Police have been deployed to maintain order in Khartoum and Omdurman, eyewitnesses reported, although there are continued reports of looting and sporadic gunfire, according to a dpa journalist in Khartoum.
Clashes continued over the weekend despite the calling of a 72-hour ceasefire on Thursday, with both sides accusing the other of violating the agreement.
Both Sudan’s armed forces and the Rapid Support Forces (RSF) paramilitary group said they would extend a “humanitarian truce” for another 72 hours from midnight (2200 GMT).
The RSF group’s spokesman said it was responding to international and local calls “to open humanitarian corridors” and allow civilians to “reach safe areas.”
The armed forces said the extended ceasefire was “based on the efforts of [an] American-Saudi mediation request.”
According to the World Health Organisation, the latest numbers of casualties reported by the Sudanese Ministry of Health were 528 dead and 4,620 injured since fighting broke out on April 15, although the real toll is believed to be much higher.
The humanitarian situation in Sudan was “reaching breaking point,” the UN’s emergency relief coordinator Martin Griffiths said in a statement.
Goods essential for people’s survival were becoming scarce in the hardest-hit urban centers, especially Khartoum, and families were struggling to access water, food, fuel, medical care, and other critical commodities, Griffiths said.
The United Nations and its partners were “doing our best to reboot the humanitarian response” in the country, he said.
“Massive looting of the offices and warehouses of humanitarian organizations has depleted most of our supplies.
“We are exploring urgent ways to bring in and distribute additional supplies.”
A shipment with five containers of intravenous fluids and other emergency supplies were docked in Port Sudan, awaiting clearance by authorities, he said.
“The scale and speed of what is unfolding in Sudan is unprecedented. We are extremely concerned by the immediate as well as long-term impact on all people in Sudan and the broader region.”
The International Committee of the Red Cross said on Sunday it had sent a plane of medical supplies to Port Sudan and a second plane with emergency personnel would follow.
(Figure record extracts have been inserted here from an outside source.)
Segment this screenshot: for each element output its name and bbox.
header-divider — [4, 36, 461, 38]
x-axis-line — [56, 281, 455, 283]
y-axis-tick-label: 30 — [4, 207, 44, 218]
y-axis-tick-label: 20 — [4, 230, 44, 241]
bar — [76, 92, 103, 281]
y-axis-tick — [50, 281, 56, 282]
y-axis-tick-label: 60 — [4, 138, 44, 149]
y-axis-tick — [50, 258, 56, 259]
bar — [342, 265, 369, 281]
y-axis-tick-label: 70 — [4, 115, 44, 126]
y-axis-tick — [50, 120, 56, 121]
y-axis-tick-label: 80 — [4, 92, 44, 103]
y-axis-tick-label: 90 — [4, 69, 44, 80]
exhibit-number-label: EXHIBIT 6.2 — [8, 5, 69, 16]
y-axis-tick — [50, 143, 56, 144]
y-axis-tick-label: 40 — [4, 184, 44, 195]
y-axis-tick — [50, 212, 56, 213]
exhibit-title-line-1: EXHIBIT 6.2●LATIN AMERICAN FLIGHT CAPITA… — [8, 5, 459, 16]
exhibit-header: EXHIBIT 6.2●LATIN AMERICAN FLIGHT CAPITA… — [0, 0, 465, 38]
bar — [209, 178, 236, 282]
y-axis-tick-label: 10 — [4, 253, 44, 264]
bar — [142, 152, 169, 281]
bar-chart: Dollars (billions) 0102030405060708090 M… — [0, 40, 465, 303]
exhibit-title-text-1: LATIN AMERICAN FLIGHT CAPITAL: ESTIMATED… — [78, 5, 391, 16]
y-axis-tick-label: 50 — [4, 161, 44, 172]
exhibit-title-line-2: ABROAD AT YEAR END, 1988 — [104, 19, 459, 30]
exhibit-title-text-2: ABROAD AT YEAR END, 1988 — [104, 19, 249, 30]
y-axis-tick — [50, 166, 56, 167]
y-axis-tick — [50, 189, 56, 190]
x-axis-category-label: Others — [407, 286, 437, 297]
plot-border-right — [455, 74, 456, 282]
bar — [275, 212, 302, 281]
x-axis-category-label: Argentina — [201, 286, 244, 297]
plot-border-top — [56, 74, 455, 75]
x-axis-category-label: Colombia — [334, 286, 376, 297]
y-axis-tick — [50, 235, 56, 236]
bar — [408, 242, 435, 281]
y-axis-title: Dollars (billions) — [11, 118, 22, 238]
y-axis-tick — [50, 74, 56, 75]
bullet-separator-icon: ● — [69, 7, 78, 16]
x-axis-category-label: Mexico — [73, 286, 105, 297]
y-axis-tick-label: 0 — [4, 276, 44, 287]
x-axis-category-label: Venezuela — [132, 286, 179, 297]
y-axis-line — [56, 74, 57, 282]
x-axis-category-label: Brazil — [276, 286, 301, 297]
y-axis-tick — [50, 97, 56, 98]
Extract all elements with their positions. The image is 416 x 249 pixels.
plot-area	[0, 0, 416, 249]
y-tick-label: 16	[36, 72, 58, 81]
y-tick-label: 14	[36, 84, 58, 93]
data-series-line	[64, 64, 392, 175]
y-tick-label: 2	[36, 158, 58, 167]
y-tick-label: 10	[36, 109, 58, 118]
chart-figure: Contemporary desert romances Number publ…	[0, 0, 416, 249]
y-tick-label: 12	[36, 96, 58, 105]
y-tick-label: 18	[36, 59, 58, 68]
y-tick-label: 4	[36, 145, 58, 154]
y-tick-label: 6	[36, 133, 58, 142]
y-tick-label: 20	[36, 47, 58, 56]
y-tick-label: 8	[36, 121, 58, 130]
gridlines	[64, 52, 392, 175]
Sudan’s de facto president Abdel Fattah al-Burhan has been locked in conflict with his deputy Mohammed Hamdan Daglo with the help of the country’s military since April 15.
Daglo is the leader of the influential RSF.
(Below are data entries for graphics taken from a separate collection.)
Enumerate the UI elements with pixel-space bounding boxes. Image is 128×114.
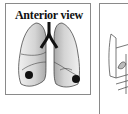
second-view-panel — [99, 3, 128, 114]
left-lung — [54, 23, 80, 87]
lungs-illustration — [6, 4, 92, 96]
nodule-icon — [25, 71, 33, 79]
partial-illustration — [100, 4, 128, 114]
nodule-icon — [72, 75, 80, 83]
right-lung — [19, 23, 46, 86]
anterior-view-panel: Anterior view — [5, 3, 91, 95]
The two generals took over the leadership of the country of about 46 million through two military coups in 2019 and 2021.
Thousands of people are still fleeing the country, state workers have been given indefinite leave and governments from across the world have launched evacuation missions to airlift their citizens to safety.
British officials, after officially ending their Sudanese evacuation mission, announced another flight to take people from the conflict-hit country on Monday after flying out 2,122 people.
Dutch officials meanwhile said they had completed their evacuation of at least 160 Dutch nationals from the country on Saturday evening, while Irish officials said they have now transported a total of 209 citizens out of Sudan.
The UN World Food Programme (WFP) has warned that the ongoing violence could plunge the entire region of East Africa into a humanitarian crisis.
“A third of the country’s population was starving even before the fighting broke out, now there is a shortage of everything and food prices are skyrocketing,” Martin Frick, the director of the WFP in Germany, told dpa.
Similar price increases are also occurring in neighboring Chad and South Sudan.
Both countries have taken in thousands of refugees since the fighting began in Sudan two weeks ago.
“In South Sudan, which is facing flooding in some areas and droughts in others due to the climate crisis, food prices have risen by 28 percent in a very short time,” said Frick.
To make matters worse, six failed rainy seasons have resulted in record-high pressure on food supplies in the Horn of Africa.